On Tuesday October 1, Students for Palestine and demonstrators gathered outside Prime Minister Anthony Albanese’s Marrickville office on Marrickville Rd to protest the expansion of the genocide on Gaza into Lebanon and demand an end to two-way arms deals with Israel. Members of the Australian Federal Police (AFP) and NSW Police were in attendance. The rally was chaired by Gina Elias, from Students for Palestine.
A Lebanese Australian speaker began by appealing: “My people deserve to live in a land that is not occupied… [one] that we don’t have to rebuild”.
The crowd then chanted “From Lebanon to Palestine, occupation is a crime” and “Albanese you can’t hide, you’re supporting genocide”.
The following speaker then gave a history of Israel’s invasions and occupation of Lebanon including briefly in 1948 after the Nakba, during the Lebanese Civil War in 1978 and from 1982-2000, as well as the most recent 2006 war.
UNSW Students for Palestine activist Avasa Bajracharya explained the role of war profiteering and how it is intertwined with university complicity in weapons manufacturing. Bajracharya opened with, “I want to start with a chant that Albanese personally hates: “From the river to the sea, Palestine will be free”.
“As students we have the responsibility to stand proudly for Palestine”, she added.
Bajracharya gave an example of how corporations are complicit in the genocide, naming Boeing which “has provided IDF F-15 jets [and] deployed 2000 pound bombs that completely obliterated apartments with hundreds of civilian casualties”.
As a university student, she also called attention to the ensuing scholasticide whereby “every university in Gaza has been destroyed”.
The next speaker was Lebanese Australian Jumaana Bayeh, Macquarie academic, fiction author, and chair of Arab Theatre Studio. She opened with, “Forgive me if I’m not coherent, I haven’t slept for days”, about Israel’s recent ground invasion into Lebanon.
She labeled Israel as having “a never-ending and insatiable desire to incite violence and conquer more land”, and that “there are no hostages in Lebanon”.
She then castigated Australia’s current leadership, lamenting the “despicable Prime Minister Anthony Albanese and sidekick Penny Wong”, before calling Albanese the “worst Prime Minister in [her] lifetime”. She also criticised universities as institutions “maintaining a comfortable stance of neutrality”, while Arab students, staff and non-Arab allies “do not feel safe on campus”.
Activist and UNSW student Emma Terry spoke about how “Labor has never faltered in their support for Israel”. Terry explained that “our governments are expanding military aid and doubling down on political support for Israel”, as many call for a “regional, nuclear war” by pressuring the US to “intervene and attack Iran”.
Terry argued that ceasefire talks were a “facade”, saying, “I’m sorry Labor, I think your calls for ceasefire are bullshit”, before warning that “what they allow to happen in Palestine, one day it will happen to us.”
The final speaker, Yasmin Johnson, from Students for Palestine UTS, spoke to the media’s complicity referring to articles arguing that a war in Lebanon could help Israel’s economy “if fought like 2006” as well as op-eds pro-escalating a war against Iran.
“… This is an opportunity for the richest and powerful states in the world… if it requires millions of dead bodies, they won’t hesitate,” Johnson continued.
Throughout the rally, it was reiterated that “Students for Palestine is only getting started”, telling protestors to “take the anger you feel watching children be massacred in Gaza and Lebanon” and channel it into the fight for justice and liberation of oppressed peoples.
Rally chair Gina Elias encouraged attendees to “come out in numbers” to the October 6 protest, commemorating one year since Israel’s genocide “because the media will not”. With the NSW police attempting to ban the protest after deeming it a threat to safety, Elias implored that everyone shows up and sends the message to NSW police that “you can’t fuck with us”.
Elias also spoke to the next major rally on Thursday October 31 protesting the NSW Defence Summit, which is platforming weapons manufacturers like Lockheed Martin, complicit in the recent bombings of Beirut.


■ What the exercise asks
Output nothing except the lines from the one containing "Extract the location" through the final line of the data, both included, typed exactly, minus the pictures.

(Entries taken from a collection)
= = = =

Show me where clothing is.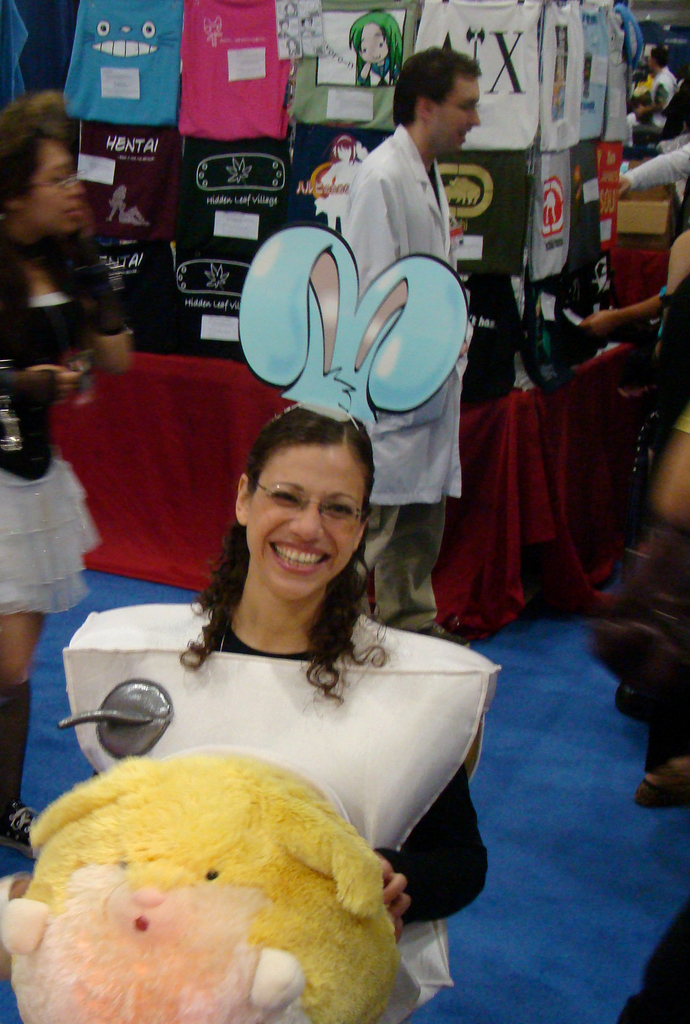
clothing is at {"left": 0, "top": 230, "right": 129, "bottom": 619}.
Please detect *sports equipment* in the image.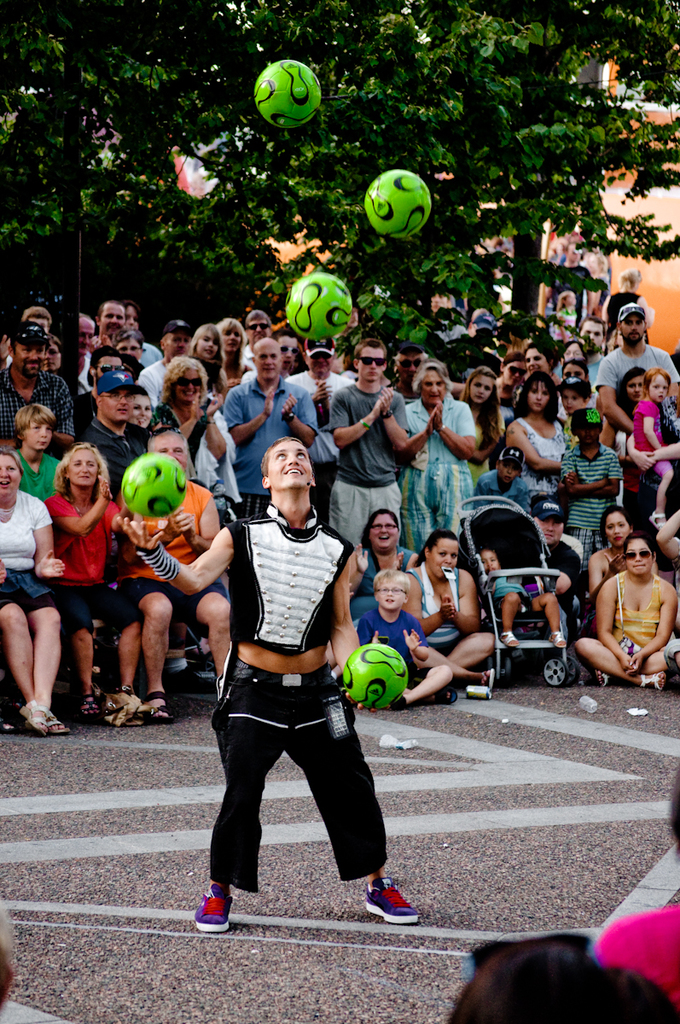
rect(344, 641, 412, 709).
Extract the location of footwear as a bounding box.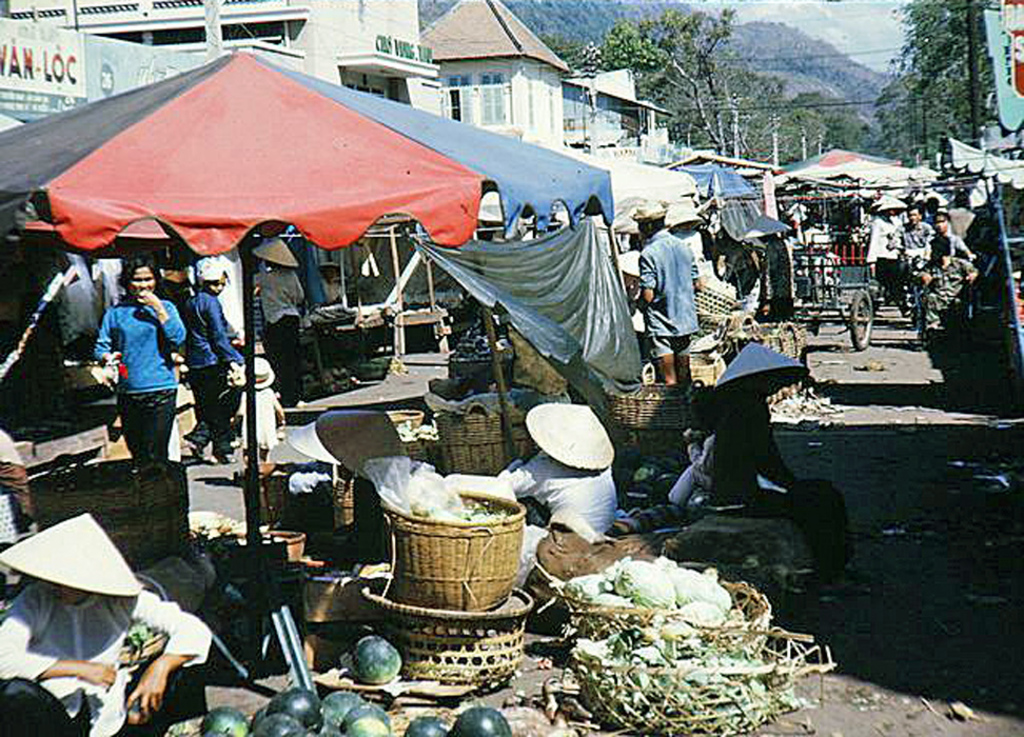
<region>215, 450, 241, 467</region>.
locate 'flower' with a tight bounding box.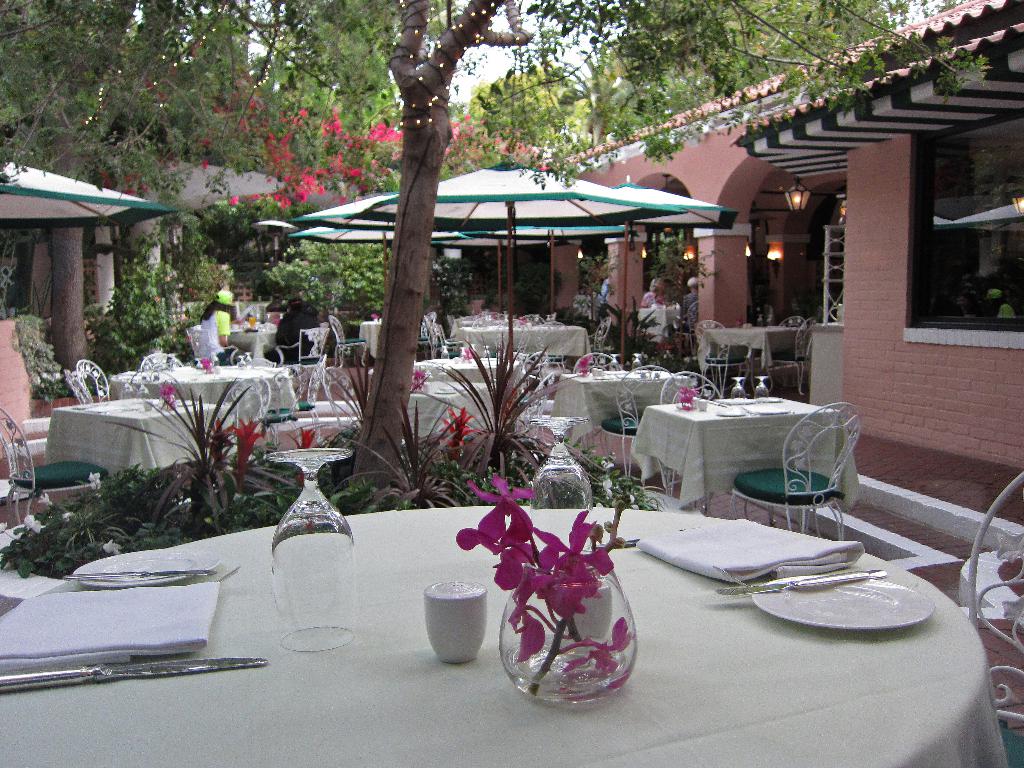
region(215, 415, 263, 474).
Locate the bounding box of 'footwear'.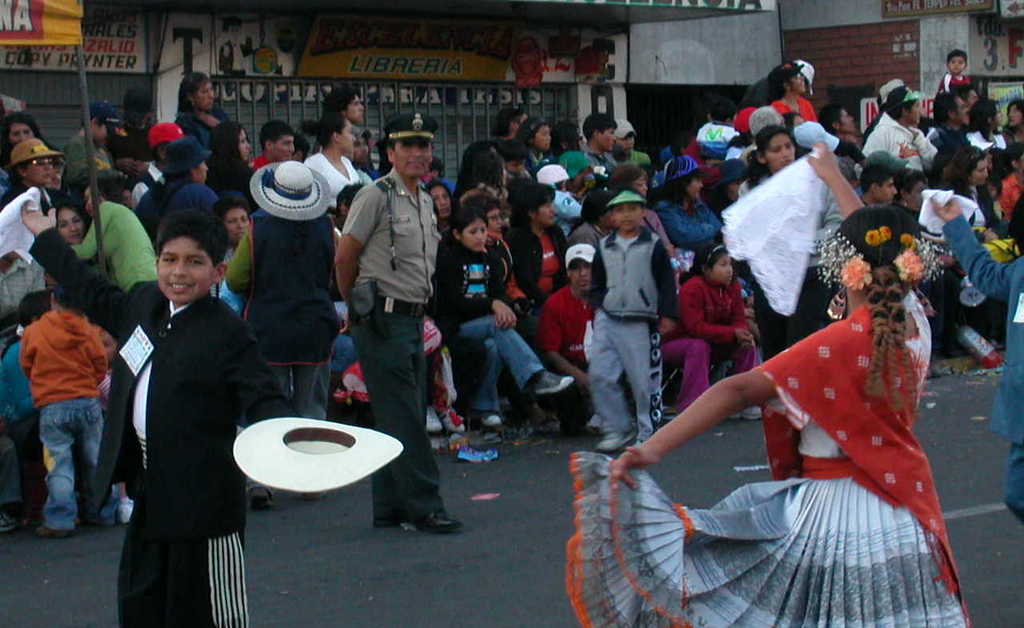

= = = =

■ Response area
Extract the location of footwear as a bounding box.
<region>215, 450, 241, 467</region>.
locate 'flower' with a tight bounding box.
region(215, 415, 263, 474).
Locate the bounding box of 'footwear'.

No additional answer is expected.